Sarah Everard’s Killer Isn’t One Bad Apple – The Whole Police Force is Rotten

Misogyny is writ through the DNA of the country’s police forces.

by Ash Sarkar

1 October 2021

Police officers stand guard during a protest against a new proposed policing bill, in Bristol, Britain
(REUTERS/Peter Cziborra)

Yesterday, Sarah Everard’s killer – serving police officer Wayne Couzens – was sentenced to a whole life order. In kidnapping her, Couzens, who was a firearms officer at the time, showed Everard his warrant card and placed her in handcuffs, having ‘arrested’ her under Covid-19 powers. The 48-year-old then drove Everard 80 miles, before raping and murdering her.

The whole life order handed to Couzens, meaning he’ll never be eligible to leave prison, reflects Lord Justice Fulford’s assessment that “the misuse of a police officer’s role such as occurred in this case […] is of equal seriousness as a murder for the purpose of advancing a political, religious or ideological cause.”

The Metropolitan police are keen to establish their distance from Couzens. Met chief Cressida Dick, while acknowledging the “shame” brought on the force by Couzens’ actions, stopped short of admitting institutional culpability for his abuse of police powers.

Meanwhile, former detective Simon Harding, who investigated the Everard case, said that “police officers do not view Wayne Couzens as a police officer. They view him as a murderer who happened to be a police officer, rather than the other way around: a police officer who is a murderer […] He doesn’t hold the same values as a police officer, he doesn’t have the same personality as we do. He’s a very sick, dangerous individual who should never have been near a uniform.”

But, this morning, it has emerged that five of Couzens’ colleagues are facing criminal investigation after sharing racist, misogynistic and homophobic material with him over WhatsApp. This follows earlier reports that Couzens had been nicknamed “the rapist” by former colleagues for making women feel uncomfortable. Numerous incidents of indecent exposure, including two at a McDonald’s, which should have been linked to his vehicle just 72 hours before the kidnap, rape and murder of Everard weren’t properly investigated. Couzens’ criminality was facilitated by the incompetence and blasé attitude to misogyny embedded within the institution that he worked for.

The police have pledged 650 new officers and increased patrols in order to tackle violence against women. But Couzens’ employment as a police officer wasn’t incidental to the murder he committed – it was central to it. It was central to Jeffrey Davies’ sex offences as a detective in south Wales, to Erling Leask’s sexual exploitation of domestic violence victims, and to Derek Winston Seekings’ rape of a woman while on a meal break at work. And it was certainly central to the actions of undercover police officers such as Mark Kennedy, who infiltrated leftwing activist groups and conducted sexual relationships with women under false pretences.

After having been ignored and dismissed by police officers when reporting her daughters missing, the mother of Nicole Smallman and Bibaa Henry discovered that two officers had posed for a selfie with their murdered bodies and distributed the image on WhatsApp. Yesterday, a former Met chief superintendent admitted on Radio 4 that female police officers are discouraged from reporting suspicious or abusive behaviour as their colleagues will close ranks, and deliberately leave them unassisted in violent situations. 52% of London police officers found guilty of sexual misconduct between 2016 and 2020 kept their jobs; meanwhile, one woman a week reports being a victim of domestic violence perpetrated by a police officer or a member of staff within the institution.

Ell Folan/Novara Media

The culture is rotten to the core, built to facilitate, rather than mitigate, abuses of the unique power that is handed to police officers. The sentence handed down to Wayne Couzens alone is not justice. Though his crimes were particularly extreme, violence against women and a tolerance of misogyny is writ through the DNA of the country’s police forces. Nothing less than a root and branch overhaul can be seen as a meaningful response.

This piece was originally published in The Cortado, Ash Sarkar’s weekly newsletter. Click here to subscribe.

Ash Sarkar is a contributing editor at Novara Media.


#### Problem to solve
Return the entries below precisely, omitting nothing.
· · · · ·
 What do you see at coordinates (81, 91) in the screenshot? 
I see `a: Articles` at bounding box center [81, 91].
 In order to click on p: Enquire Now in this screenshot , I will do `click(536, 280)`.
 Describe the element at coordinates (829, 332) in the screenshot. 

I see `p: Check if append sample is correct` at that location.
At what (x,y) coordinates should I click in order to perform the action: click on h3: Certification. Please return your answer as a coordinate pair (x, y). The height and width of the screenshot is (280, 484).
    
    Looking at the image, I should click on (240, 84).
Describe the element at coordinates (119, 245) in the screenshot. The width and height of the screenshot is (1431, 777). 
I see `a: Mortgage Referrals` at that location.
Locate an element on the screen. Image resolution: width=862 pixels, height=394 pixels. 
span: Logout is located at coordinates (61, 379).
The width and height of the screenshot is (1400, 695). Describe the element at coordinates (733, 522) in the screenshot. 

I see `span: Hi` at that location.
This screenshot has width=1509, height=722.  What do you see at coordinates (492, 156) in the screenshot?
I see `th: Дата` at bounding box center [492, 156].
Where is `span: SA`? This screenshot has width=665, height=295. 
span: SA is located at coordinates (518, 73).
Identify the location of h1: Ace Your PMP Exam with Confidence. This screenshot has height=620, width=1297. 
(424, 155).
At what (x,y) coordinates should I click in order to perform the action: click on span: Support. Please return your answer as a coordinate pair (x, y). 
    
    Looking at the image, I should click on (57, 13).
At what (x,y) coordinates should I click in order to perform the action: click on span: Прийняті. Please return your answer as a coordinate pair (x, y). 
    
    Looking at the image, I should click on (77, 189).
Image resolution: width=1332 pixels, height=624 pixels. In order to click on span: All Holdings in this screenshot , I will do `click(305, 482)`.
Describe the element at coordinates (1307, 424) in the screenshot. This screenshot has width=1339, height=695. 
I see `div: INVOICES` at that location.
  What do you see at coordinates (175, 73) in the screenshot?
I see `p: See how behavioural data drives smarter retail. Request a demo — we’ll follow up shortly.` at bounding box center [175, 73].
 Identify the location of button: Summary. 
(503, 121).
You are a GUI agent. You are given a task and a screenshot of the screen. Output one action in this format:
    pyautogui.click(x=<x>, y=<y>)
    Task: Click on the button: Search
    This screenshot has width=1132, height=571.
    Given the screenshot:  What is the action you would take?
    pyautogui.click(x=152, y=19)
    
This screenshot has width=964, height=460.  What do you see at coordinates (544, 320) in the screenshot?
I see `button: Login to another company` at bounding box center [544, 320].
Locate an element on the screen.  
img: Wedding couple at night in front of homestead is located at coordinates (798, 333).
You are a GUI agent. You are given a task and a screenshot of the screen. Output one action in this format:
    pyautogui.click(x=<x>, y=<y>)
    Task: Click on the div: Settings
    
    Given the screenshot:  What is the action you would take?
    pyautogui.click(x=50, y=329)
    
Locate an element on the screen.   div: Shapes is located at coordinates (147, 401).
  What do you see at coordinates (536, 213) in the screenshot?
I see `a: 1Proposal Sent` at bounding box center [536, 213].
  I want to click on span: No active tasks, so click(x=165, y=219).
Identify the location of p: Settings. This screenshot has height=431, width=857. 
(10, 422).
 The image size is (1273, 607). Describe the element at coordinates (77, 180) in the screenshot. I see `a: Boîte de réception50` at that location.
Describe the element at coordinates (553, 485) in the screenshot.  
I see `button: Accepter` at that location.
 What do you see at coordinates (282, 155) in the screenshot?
· · · · ·
#### Exercise response
 What do you see at coordinates (81, 91) in the screenshot? 
I see `a: Articles` at bounding box center [81, 91].
 In order to click on p: Enquire Now in this screenshot , I will do `click(536, 280)`.
 Describe the element at coordinates (829, 332) in the screenshot. 

I see `p: Check if append sample is correct` at that location.
At what (x,y) coordinates should I click in order to perform the action: click on h3: Certification. Please return your answer as a coordinate pair (x, y). The height and width of the screenshot is (280, 484).
    
    Looking at the image, I should click on (240, 84).
Describe the element at coordinates (119, 245) in the screenshot. The width and height of the screenshot is (1431, 777). 
I see `a: Mortgage Referrals` at that location.
Locate an element on the screen. Image resolution: width=862 pixels, height=394 pixels. 
span: Logout is located at coordinates (61, 379).
The width and height of the screenshot is (1400, 695). Describe the element at coordinates (733, 522) in the screenshot. 

I see `span: Hi` at that location.
This screenshot has width=1509, height=722.  What do you see at coordinates (492, 156) in the screenshot?
I see `th: Дата` at bounding box center [492, 156].
Where is `span: SA`? This screenshot has width=665, height=295. 
span: SA is located at coordinates (518, 73).
Identify the location of h1: Ace Your PMP Exam with Confidence. This screenshot has height=620, width=1297. 
(424, 155).
At what (x,y) coordinates should I click in order to perform the action: click on span: Support. Please return your answer as a coordinate pair (x, y). 
    
    Looking at the image, I should click on (57, 13).
At what (x,y) coordinates should I click in order to perform the action: click on span: Прийняті. Please return your answer as a coordinate pair (x, y). 
    
    Looking at the image, I should click on (77, 189).
Image resolution: width=1332 pixels, height=624 pixels. In order to click on span: All Holdings in this screenshot , I will do `click(305, 482)`.
Describe the element at coordinates (1307, 424) in the screenshot. This screenshot has width=1339, height=695. 
I see `div: INVOICES` at that location.
  What do you see at coordinates (175, 73) in the screenshot?
I see `p: See how behavioural data drives smarter retail. Request a demo — we’ll follow up shortly.` at bounding box center [175, 73].
 Identify the location of button: Summary. 
(503, 121).
You are a GUI agent. You are given a task and a screenshot of the screen. Output one action in this format:
    pyautogui.click(x=<x>, y=<y>)
    Task: Click on the button: Search
    This screenshot has width=1132, height=571.
    Given the screenshot:  What is the action you would take?
    pyautogui.click(x=152, y=19)
    
This screenshot has width=964, height=460.  What do you see at coordinates (544, 320) in the screenshot?
I see `button: Login to another company` at bounding box center [544, 320].
Locate an element on the screen.  
img: Wedding couple at night in front of homestead is located at coordinates (798, 333).
You are a GUI agent. You are given a task and a screenshot of the screen. Output one action in this format:
    pyautogui.click(x=<x>, y=<y>)
    Task: Click on the div: Settings
    
    Given the screenshot:  What is the action you would take?
    pyautogui.click(x=50, y=329)
    
Locate an element on the screen.   div: Shapes is located at coordinates (147, 401).
  What do you see at coordinates (536, 213) in the screenshot?
I see `a: 1Proposal Sent` at bounding box center [536, 213].
  I want to click on span: No active tasks, so click(x=165, y=219).
Identify the location of p: Settings. This screenshot has height=431, width=857. 
(10, 422).
 The image size is (1273, 607). Describe the element at coordinates (77, 180) in the screenshot. I see `a: Boîte de réception50` at that location.
Describe the element at coordinates (553, 485) in the screenshot.  
I see `button: Accepter` at that location.
 What do you see at coordinates (282, 155) in the screenshot?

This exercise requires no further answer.